Unhappy with how the media is covering Chris Murphy’s brush with foreclosure and failure to pay his property taxes and rent, Linda McMahon brought her story to the Office of Congressional Ethics Sunday.
McMahon is the Republican running against Murphy in the U.S. Senate race. The two are locked in a “too-close-to-call” race for the seat being vacated by U.S. Sen. Joseph Lieberman.
The complaint filed by McMahon’s campaign manager Corry Bliss alleges that Murphy received preferential treatment from Webster Bank when they agreed to give him a 4.9 percent interest rate on a $43,000 home equity line of credit in 2008. Bliss noted that the interest rate was extended to Murphy after he defaulted on his 2007 mortgage, which was sold by Webster to Chase Home Finance. Bliss also noted that it was after he had a tax lien placed on his home in 2005 for failing to pay his property taxes.
Click here to read the complaint and here to read the exhibits.
But the complaint, which was given by the McMahon campaign to Politico earlier Sunday afternoon, may be more of a publicity stunt since the Office of Congressional Ethics can’t forward the complaint to the Office of House Ethics 60-days before an election.
But that technicality didn’t deter the McMahon campaign from filing the complaint.
“No average American would have been able to secure a loan such as Congressman Murphy’s,” Bliss alleges in the complaint. “Even borrowers in good standing would have had trouble doing so.”
“Webster Bank’s prime interest rate on home mortgage during this time was 5 percent, and the average interest rate in Connecticut for a 30-year fixed rate mortgage was 6.14 percent,” Bliss wrote.
The Murphy campaign called the complaint “desperate.”
“Since Linda McMahon can’t talk about her real record as CEO – laying off Connecticut workers, while taking millions in taxpayer-funded credits and denying health care and disability to her workers – all she’s left with is for her campaign manager to file a desperate ethics attack filled with lies,” Taylor Lavender, Murphy‘s spokeswoman, said.
The McMahon campaign allegation is that Murphy, who was a member of the House Financial Services Committee, received special treatment from the bank.
“On October 3, 2008—shortly after Webster Bank extended Congressman Murphy his new home equity credit line—Congressman Murphy voted for the Toxic Asset Relief Program, or ‘TARP.’ On November 21, 2008 Webster Bank received $400 million in TARP bailout funds.”
However, Webster Bank denied on Friday and Saturday that it gave any preferential treatment to Murphy.
“In 2008, Webster refinanced Congressman Murphy’s home equity loan into a home equity line of credit, again with no exceptions and at market rates and terms,” a bank statement reads.
“The 4.99 percent interest rate on the credit line was well above the 3.99 percent rate that the bank’s most creditworthy customers were receiving at the time,“ the Webster statement says. “The credit line was repaid when the home was sold in 2010. Currently Murphy has no outstanding loans with Webster.”
It went onto say that while Webster PAC did contribute a total $2,100 to Murphy’s 2008 and 2010 campaigns those donations had “no effect on Murphy’s banking relationship with Webster.”
And while the bank did ultimately decide to participate in the TARP program, it has repaid the Treasury’s $400 million in 2010.
“As soon as I found out I made a mistake I paid back my creditors and that’s a statement about values,” Murphy said Friday.
Murphy said charges that he got a “sweetheart deal“ on the rate from Webster was “ridiculous.”
“I applied to Webster Bank just like any of their customers would,” Murphy said.
He said McMahon went to court to avoid paying her debts.
“Let’s remember, it’s Linda McMahon who declared bankruptcy following a series of failed investments and shaky tax shelters and refused to pay taxes for five years,“ Lavender said in a statement Sunday. “McMahon is still refusing to explain how much and to who she still owes.”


- _Work to be completed_: Look through the data below and, wherever a line carries the word "left", please copy that line.

- _Data extracts_:
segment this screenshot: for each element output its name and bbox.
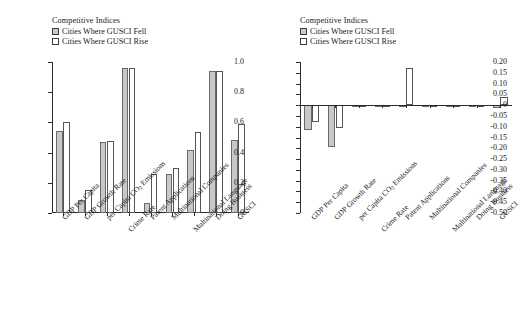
y-tick [296,191,300,192]
legend-item-gusci-rise-right: Cities Where GUSCI Rise [300,37,396,46]
x-tick [312,105,313,108]
x-tick [359,105,360,108]
y-tick-label: 0.15 [493,69,507,77]
legend-swatch-rise-icon [52,38,59,45]
legend-label-rise: Cities Where GUSCI Rise [62,37,148,46]
y-tick [48,153,52,154]
y-tick-label: -0.30 [490,166,507,174]
plot-area-left: 00.20.40.60.81.0 [52,62,249,213]
y-tick-label: 0.20 [493,58,507,66]
legend-left: Competitive Indices Cities Where GUSCI F… [52,16,148,46]
y-tick [296,116,300,117]
bar-rise [312,105,319,122]
legend-item-gusci-fell-right: Cities Where GUSCI Fell [300,27,396,36]
legend-swatch-fell-icon-right [300,28,307,35]
x-tick [453,105,454,108]
y-tick-label: -0.20 [490,144,507,152]
x-tick [477,105,478,108]
bar-rise [406,68,413,105]
y-tick [296,170,300,171]
y-tick [296,62,300,63]
legend-swatch-rise-icon-right [300,38,307,45]
bar-fell [209,71,216,213]
y-tick-label: 0.6 [234,118,244,126]
y-tick-label: -0.05 [490,112,507,120]
legend-label-fell: Cities Where GUSCI Fell [62,27,146,36]
y-tick [296,127,300,128]
y-tick-label: 0.10 [493,80,507,88]
plot-area-right: 0.200.150.100.050-0.05-0.10-0.15-0.20-0.… [300,62,512,213]
x-tick [335,105,336,108]
x-tick [382,105,383,108]
bar-rise [216,71,223,213]
bar-rise [336,105,343,128]
y-tick-label: 0.05 [493,90,507,98]
bar-group-right [300,62,512,213]
legend-title: Competitive Indices [52,16,148,25]
legend-swatch-fell-icon [52,28,59,35]
legend-label-fell-right: Cities Where GUSCI Fell [310,27,394,36]
bar-group-left [52,62,249,213]
y-tick [296,181,300,182]
y-tick-label: -0.10 [490,123,507,131]
y-tick [296,84,300,85]
figure-two-panel-bar-charts: Competitive Indices Cities Where GUSCI F… [0,0,525,315]
y-tick [48,183,52,184]
y-tick [296,73,300,74]
y-tick [48,92,52,93]
legend-right: Competitive Indices Cities Where GUSCI F… [300,16,396,46]
legend-item-gusci-fell: Cities Where GUSCI Fell [52,27,148,36]
y-tick-label: 1.0 [234,58,244,66]
y-tick [48,122,52,123]
x-tick [194,213,195,216]
y-tick [296,202,300,203]
y-tick [296,138,300,139]
y-tick-label: -0.15 [490,134,507,142]
y-tick [48,213,52,214]
y-tick-label: 0.8 [234,88,244,96]
chart-panel-left: Competitive Indices Cities Where GUSCI F… [0,0,262,315]
legend-title-right: Competitive Indices [300,16,396,25]
bar-fell [304,105,311,130]
y-tick [296,159,300,160]
y-tick-label: 0.4 [234,149,244,157]
bar-fell [328,105,335,147]
x-tick [406,105,407,108]
legend-item-gusci-rise: Cities Where GUSCI Rise [52,37,148,46]
y-tick [296,94,300,95]
y-tick-label: -0.25 [490,155,507,163]
y-tick [296,148,300,149]
x-tick [129,213,130,216]
bar-fell [56,131,63,213]
y-tick [48,62,52,63]
x-tick [430,105,431,108]
x-tick [500,105,501,108]
chart-panel-right: Competitive Indices Cities Where GUSCI F… [262,0,524,315]
legend-label-rise-right: Cities Where GUSCI Rise [310,37,396,46]
bar-rise [63,122,70,213]
y-tick [296,213,300,214]
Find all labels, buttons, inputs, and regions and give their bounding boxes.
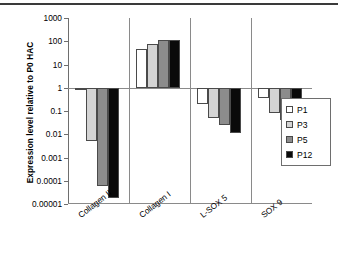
bar-collagen-ii-p5 [97, 88, 108, 186]
bar-l-sox-5-p5 [219, 88, 230, 125]
y-tick-mark [64, 158, 68, 159]
bar-l-sox-5-p3 [208, 88, 219, 118]
plot-area: 10001001010.10.010.0010.00010.00001 [68, 18, 312, 204]
y-tick-mark [64, 65, 68, 66]
legend-swatch-icon [286, 121, 293, 128]
y-tick-label: 0.01 [46, 129, 62, 139]
bar-collagen-ii-p3 [86, 88, 97, 141]
bar-sox-9-p3 [269, 88, 280, 114]
legend-swatch-icon [286, 136, 293, 143]
y-tick-mark [64, 181, 68, 182]
top-rule [0, 3, 338, 5]
bar-collagen-i-p5 [158, 40, 169, 87]
y-axis-line [68, 18, 69, 204]
y-tick-mark [64, 41, 68, 42]
bar-collagen-ii-p1 [75, 88, 86, 90]
legend-label: P12 [297, 150, 312, 160]
legend-label: P1 [297, 105, 308, 115]
bar-collagen-i-p3 [147, 44, 158, 88]
y-tick-mark [64, 204, 68, 205]
bar-collagen-ii-p12 [108, 88, 119, 198]
legend-swatch-icon [286, 151, 293, 158]
y-tick-label: 0.001 [41, 153, 62, 163]
legend-item-p5[interactable]: P5 [286, 132, 328, 147]
bar-sox-9-p1 [258, 88, 269, 99]
y-tick-mark [64, 134, 68, 135]
group-separator [190, 18, 191, 204]
group-separator [251, 18, 252, 204]
group-separator [129, 18, 130, 204]
y-tick-label: 0.00001 [32, 199, 62, 209]
y-axis-title: Expression level relative to P0 HAC [26, 23, 35, 203]
y-tick-mark [64, 111, 68, 112]
y-tick-label: 1 [57, 83, 62, 93]
y-tick-mark [64, 18, 68, 19]
y-tick-label: 100 [48, 36, 62, 46]
y-tick-label: 0.1 [50, 106, 62, 116]
figure-container: Expression level relative to P0 HAC 1000… [0, 0, 338, 275]
legend-item-p3[interactable]: P3 [286, 117, 328, 132]
y-tick-label: 10 [53, 60, 62, 70]
legend-label: P3 [297, 120, 308, 130]
legend: P1P3P5P12 [281, 98, 331, 166]
bar-collagen-i-p12 [169, 40, 180, 88]
legend-item-p1[interactable]: P1 [286, 102, 328, 117]
bar-l-sox-5-p1 [197, 88, 208, 104]
bar-collagen-i-p1 [136, 49, 147, 87]
legend-item-p12[interactable]: P12 [286, 147, 328, 162]
y-tick-label: 1000 [44, 13, 62, 23]
legend-label: P5 [297, 135, 308, 145]
y-tick-label: 0.0001 [37, 176, 62, 186]
legend-swatch-icon [286, 106, 293, 113]
bar-l-sox-5-p12 [230, 88, 241, 134]
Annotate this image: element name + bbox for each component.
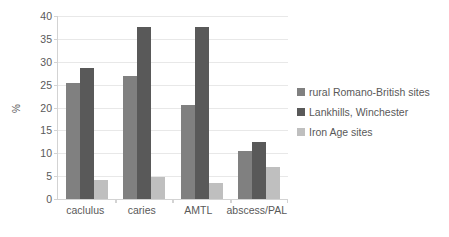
y-axis-title-text: % (11, 104, 22, 113)
legend-label: Lankhills, Winchester (309, 106, 408, 118)
y-tick-label: 20 (24, 103, 52, 113)
bar-group (58, 16, 116, 199)
x-tick-mark (287, 199, 288, 203)
y-tick-label: 0 (24, 194, 52, 204)
x-category-label: caries (114, 204, 171, 224)
chart-legend: rural Romano-British sitesLankhills, Win… (297, 83, 447, 143)
y-tick-label: 35 (24, 34, 52, 44)
x-tick-mark (231, 199, 232, 203)
x-tick-mark (116, 199, 117, 203)
bar-group (173, 16, 231, 199)
y-tick-mark (54, 199, 58, 200)
x-category-label: caclulus (57, 204, 114, 224)
bar-group (231, 16, 289, 199)
y-tick-label: 25 (24, 80, 52, 90)
y-tick-label: 40 (24, 11, 52, 21)
x-axis-category-labels: cacluluscariesAMTLabscess/PAL (57, 204, 287, 224)
y-axis-tick-labels: 0510152025303540 (24, 16, 52, 199)
legend-swatch-icon (297, 108, 305, 116)
y-tick-label: 5 (24, 171, 52, 181)
bar[interactable] (195, 27, 209, 199)
legend-label: rural Romano-British sites (309, 86, 430, 98)
y-tick-label: 10 (24, 148, 52, 158)
bar-group (116, 16, 174, 199)
legend-swatch-icon (297, 88, 305, 96)
y-tick-label: 15 (24, 125, 52, 135)
bar[interactable] (66, 83, 80, 199)
bar[interactable] (151, 177, 165, 199)
bar[interactable] (137, 27, 151, 199)
plot-area (57, 16, 288, 200)
bar[interactable] (80, 68, 94, 199)
y-tick-label: 30 (24, 57, 52, 67)
x-category-label: abscess/PAL (227, 204, 288, 224)
x-category-label: AMTL (170, 204, 227, 224)
legend-item[interactable]: Lankhills, Winchester (297, 103, 447, 121)
bar[interactable] (94, 180, 108, 199)
bar[interactable] (238, 151, 252, 199)
bar[interactable] (181, 105, 195, 199)
legend-label: Iron Age sites (309, 126, 373, 138)
bar[interactable] (266, 167, 280, 199)
legend-item[interactable]: Iron Age sites (297, 123, 447, 141)
bar[interactable] (209, 183, 223, 199)
bar-chart: % 0510152025303540 cacluluscariesAMTLabs… (0, 0, 449, 237)
bar[interactable] (252, 142, 266, 199)
legend-item[interactable]: rural Romano-British sites (297, 83, 447, 101)
legend-swatch-icon (297, 128, 305, 136)
x-tick-mark (173, 199, 174, 203)
bar-groups (58, 16, 288, 199)
bar[interactable] (123, 76, 137, 199)
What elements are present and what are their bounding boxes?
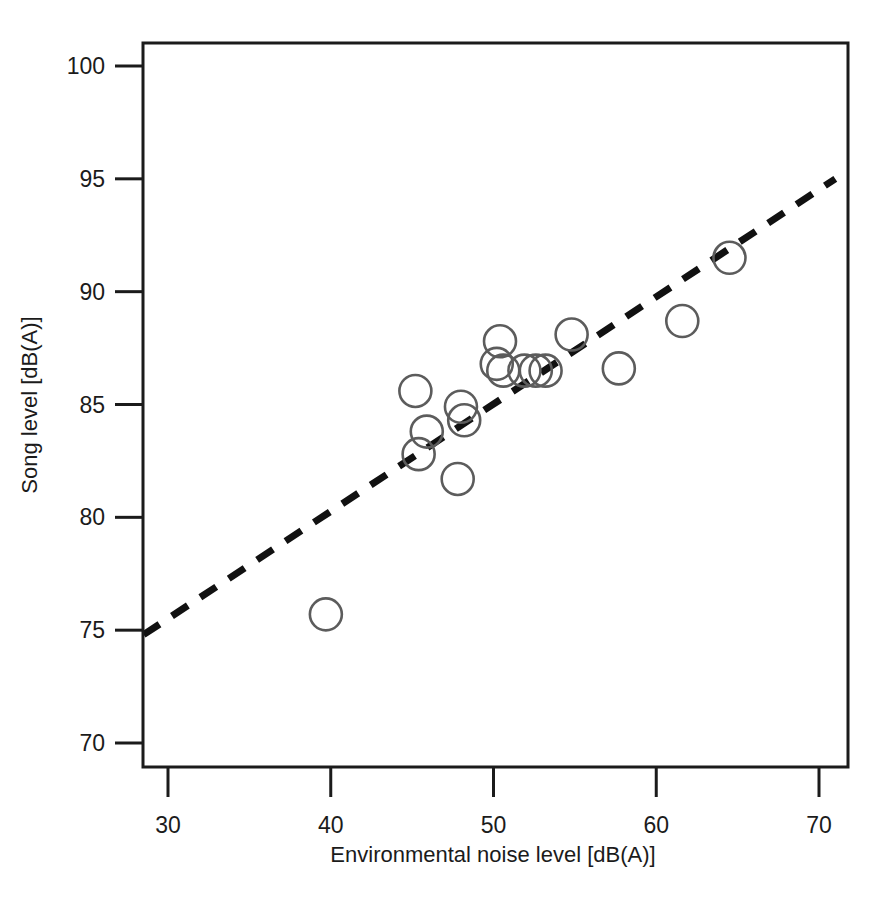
data-point-marker (411, 416, 443, 448)
x-tick-label: 50 (481, 812, 507, 838)
x-tick-label: 30 (155, 812, 181, 838)
data-point-marker (403, 438, 435, 470)
data-point-marker (399, 375, 431, 407)
tick-marks-group (115, 66, 819, 797)
x-tick-label: 70 (806, 812, 832, 838)
x-axis-title: Environmental noise level [dB(A)] (330, 842, 655, 867)
data-point-marker (556, 319, 588, 351)
data-points-group (310, 242, 746, 631)
x-tick-label: 40 (318, 812, 344, 838)
y-tick-label: 85 (79, 392, 105, 418)
y-tick-label: 90 (79, 279, 105, 305)
scatter-plot-figure: 7075808590951003040506070 Environmental … (0, 0, 886, 904)
regression-trend-line (144, 179, 836, 635)
y-tick-label: 80 (79, 504, 105, 530)
y-tick-label: 70 (79, 730, 105, 756)
y-tick-label: 100 (67, 53, 105, 79)
y-tick-label: 95 (79, 166, 105, 192)
data-point-marker (666, 305, 698, 337)
trend-line-group (144, 179, 836, 635)
y-tick-label: 75 (79, 617, 105, 643)
data-point-marker (484, 325, 516, 357)
data-point-marker (442, 463, 474, 495)
y-axis-title: Song level [dB(A)] (17, 316, 42, 493)
data-point-marker (603, 352, 635, 384)
x-tick-label: 60 (643, 812, 669, 838)
tick-labels-group: 7075808590951003040506070 (67, 53, 832, 838)
plot-canvas: 7075808590951003040506070 Environmental … (0, 0, 886, 904)
data-point-marker (310, 598, 342, 630)
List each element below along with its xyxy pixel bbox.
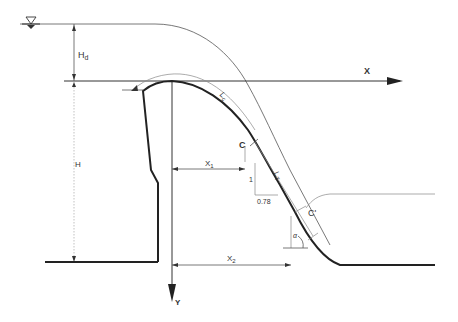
tailwater-line [306,194,435,208]
spillway-profile [143,81,435,265]
dam-height-dimension: H [72,81,81,262]
y-axis-label: Y [175,298,181,307]
x-axis: X [64,66,403,85]
design-head-label: Hd [78,50,89,61]
x1-dimension: X1 [172,159,245,171]
slope-triangle: 1 0.78 [249,163,278,205]
design-head-dimension: Hd [72,24,89,81]
water-surface-symbol-icon [22,17,40,29]
dam-height-label: H [75,160,81,169]
x2-label: X2 [227,254,236,264]
y-axis: Y [168,81,181,307]
water-surface [20,24,330,245]
spillway-diagram: X Y Hd H Lc LT C C' [0,0,458,322]
tangent-length-line: LT [250,139,318,240]
slope-rise-label: 1 [249,176,253,183]
x1-label: X1 [205,159,214,169]
slope-run-label: 0.78 [257,198,271,205]
curved-length-arc: Lc [131,74,255,130]
x-axis-label: X [364,66,370,76]
x2-dimension: X2 [172,254,291,267]
angle-alpha: α [283,216,308,248]
point-c-prime-label: C' [308,208,316,218]
angle-label: α [293,232,298,239]
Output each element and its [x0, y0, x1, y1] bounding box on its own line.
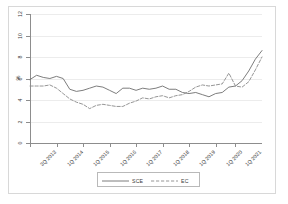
x-tick-mark — [57, 143, 58, 147]
y-tick-label: 0 — [17, 137, 23, 149]
y-tick-label: 2 — [17, 116, 23, 128]
legend-label: EC — [181, 178, 189, 184]
legend-label: SCE — [132, 178, 143, 184]
legend-entry-ec: EC — [151, 173, 189, 188]
legend-swatch-sce — [102, 178, 129, 184]
y-tick-label: 4 — [17, 94, 23, 106]
chart-figure: 024681012 3Q 20131Q 20141Q 20151Q 20161Q… — [0, 0, 288, 204]
series-line-sce — [30, 51, 262, 97]
legend-swatch-ec — [151, 178, 178, 184]
x-tick-mark — [216, 143, 217, 147]
series-lines — [30, 14, 262, 143]
legend-entry-sce: SCE — [102, 173, 143, 188]
y-tick-label: 10 — [17, 30, 23, 42]
x-tick-mark — [163, 143, 164, 147]
x-tick-mark — [110, 143, 111, 147]
y-tick-label: 8 — [17, 51, 23, 63]
x-tick-mark — [30, 143, 31, 147]
x-tick-mark — [235, 143, 236, 147]
x-tick-mark — [83, 143, 84, 147]
x-tick-mark — [189, 143, 190, 147]
y-tick-label: 12 — [17, 8, 23, 20]
series-line-ec — [30, 57, 262, 109]
chart-legend: SCEEC — [97, 172, 200, 187]
x-axis-line — [30, 143, 262, 144]
y-axis-title: % — [15, 71, 21, 85]
x-tick-mark — [136, 143, 137, 147]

- _Response to this task_:
plot-area-left: 00.20.40.60.81.0 [52,62,249,213]
legend-left: Competitive Indices Cities Where GUSCI F… [52,16,148,46]
bar-group-left [52,62,249,213]
chart-panel-left: Competitive Indices Cities Where GUSCI F… [0,0,262,315]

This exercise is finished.